With this in mind, he set out a while ago to compile a complete lexicon of human gesture, the ultimate dictionary of global body language. Last night's opening programme to his new series (a pretty unabashed retread of Manwatching and The Naked Ape) consisted of a long browse through the work in progress, complete with illustrations. It was entertaining enough watching this anthology of humanity's tics, but it isn't long before you begin to wonder when he's going to get to the point - what central idea is actually concealed beneath this gaudy pile of fascinating facts?
In fact, Morris's mission strikes me as being slightly comical; it could easily be a satirist's invention, designed to mock the stamp-collecting diligence of scientists, their ability to get caught up in an earnest myopia. Certainly I found myself giggling a little as he provided a scholarly translation for a sequence in which people from around the world made obscene signs at each other, something like a very bad-tempered Benetton ad. And, at times, his enthusiasm makes him sound decidedly foolish. 'Body language is so powerful that it can change the course of history and affect the behaviour of millions of people,' said Morris, over footage of Hitler gesticulating wildly, as if the history of the Third Reich could be boilded down to some cunning hand signals.
'I've sometimes been accused of degrading mankind,' Morris said at the end, arguing that he doesn't see why any shame should attach to the perception that we are animals. The problem, though, is not reductionism but a general woolliness of purpose. At times, he seems to be arguing a case for a biological determinism, as when he describes the evolution of the smile out of primate grimaces of submission. At others, his evidence testifies to the peculiar power of human culture, over and above genetic inheritance; in Italy, you can draw a line on the map that separates those who signal 'no' by shaking their heads and those who use a sharp upwards movement of the head, a line that historically marks the limit of ancient Greek colonisation. Morris is clearly eloquent in the language of the body - I just wish I knew what he was trying to say.

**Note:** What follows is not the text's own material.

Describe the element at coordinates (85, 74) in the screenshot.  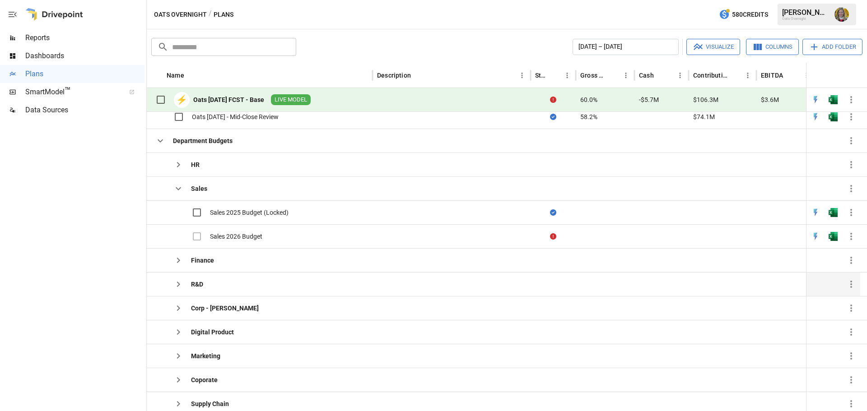
I see `span: Plans` at that location.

No such problems with Speaking in Tongues (BBC 2), the first of six plays specifically conceived for the television studio. Tony Marchant's script was about words and their depleted ability to hold the truth in a world of synthetic feeling. It was not hesitant about bringing this to your attention. In the opening scene, Susan, a simulated lover, was talking dirty to a sex-line caller as her husband Joe, a simulated labourer, returned from the folk museum and her son, a simulated racing-driver, played with a video game. In case that didn't get through, the script was littered with self- consciously meaningful bits of dialogue. ('You keep dressing up the truth, Joe,' says Susan, as he removes his 19th-century tram-driver costume.) Watching the play was rather like reading a story that has been attacked with a fluorescent highlighter pen, an analytical experience rather than an emotional one.